Think about Larry Hughes, who admitted last year that he valued enjoying the game more than winning. Whether or not you would only care about winning (and none of us really know how we would feel unless we’ve played in the league for a few years like Hughes), the guy was simply telling the truth, and nothing has really changed by him saying it. He’s still going to play the same way he did before he said it. Take it easy.
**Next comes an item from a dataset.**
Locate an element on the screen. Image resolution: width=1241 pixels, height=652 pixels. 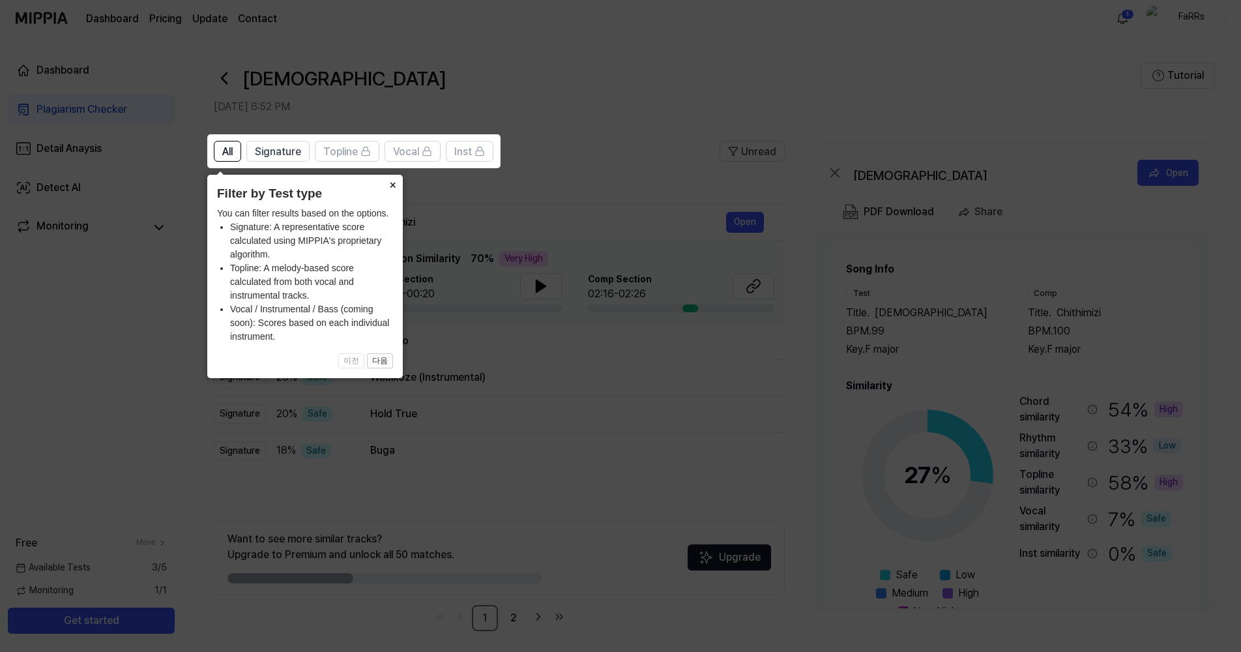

In addition to things like “Teams at 20,” you’ve got somewhere around three or four hours per day, on the ESPN networks alone, of shows that are purely discussion (things like Rome is Burning, Around the Horn, Pardon The Interruption, First Take). I’m all for having a variety of opinions, because obviously one or two talking heads shouldn’t get that much influence, but do they each need a 30-minute show every day as a forum? When PTI burst onto the scene a few years back, it was innovative and unique; now, by the time PTI reaches the air, we’ve heard so many opinions on each and every one of those topics that it’s hard to stomach another half-hour (especially when you’ve got a stomach filled with Skip Bayless and Jim Rome).

That leads me into the reason for all of this, which is simple: there is just too much coverage. I love sports, and I’ve loved them my whole life. I’m not old enough to remember the days before ESPN, but I sure can remember the days when we had only one ESPN, when Sportscenter lasted 30 minutes, when FoxSportNet was just a channel you hit by mistake (oh, wait, that part is still the same). I’m not sure where the point was, but there was a point where we had enough sports coverage, and we have now gone well beyond it.

Now that we’ve got to fill up 24 hours a day on somewhere around eight sports networks in any given area, the stations have opted for these discussion shows as well as so-called “analysis” from every retired professional athlete who can put on a suit and tie. Add to that the competition among newspapers, sports news web sites and blogs, and you’ve got a situation where writers feel compelled to react vehemently and immediately to any and all sports-related events.

On any given day, at least half the teams competing are not going to win (some will tie). Just because a team loses a game doesn’t mean something has gone terribly wrong or that the team is headed into a downward spiral. Keep in mind that no team has ever gone undefeated in the NFL in a 16-game regular season (and most Super Bowl champions end up with three to five losses). When the Steelers dropped to 6-3 last Sunday, I had to listen to an ESPN tease asking me to stay tuned to hear “what’s going wrong with the Steelers.” Out of 31 other teams, only three currently have better records than the Steelers – so how wrong can things really be?

Last Tuesday afternoon, following the 49ers five-point loss to the Cardinals on MNF, I hear Doug Gottlieb (a former college basketball player) proclaim that this was the worst-run football team he’s ever seen. The Cardinals were 5-3 coming into the game; the 49ers were 2-6, and yet they hung with the Cardinals on the road. Still, all we hear about is how the organization is in shambles because the team got stuffed from the 2-yard-line as time expired. If they get in on that play, I can guarantee that Gottlieb is sitting there touting Mike Singletary as a miracle-worker who has this team in striking distance of a wild-card bid.

But this isn’t about Gottlieb. It’s about the fact that the sports media culture as a whole needs to change. The choice was made somewhere along the line to sacrifice perspective for sensationalism, and it’s got us headed in a bad direction. So, hey, members of the media: take it easy.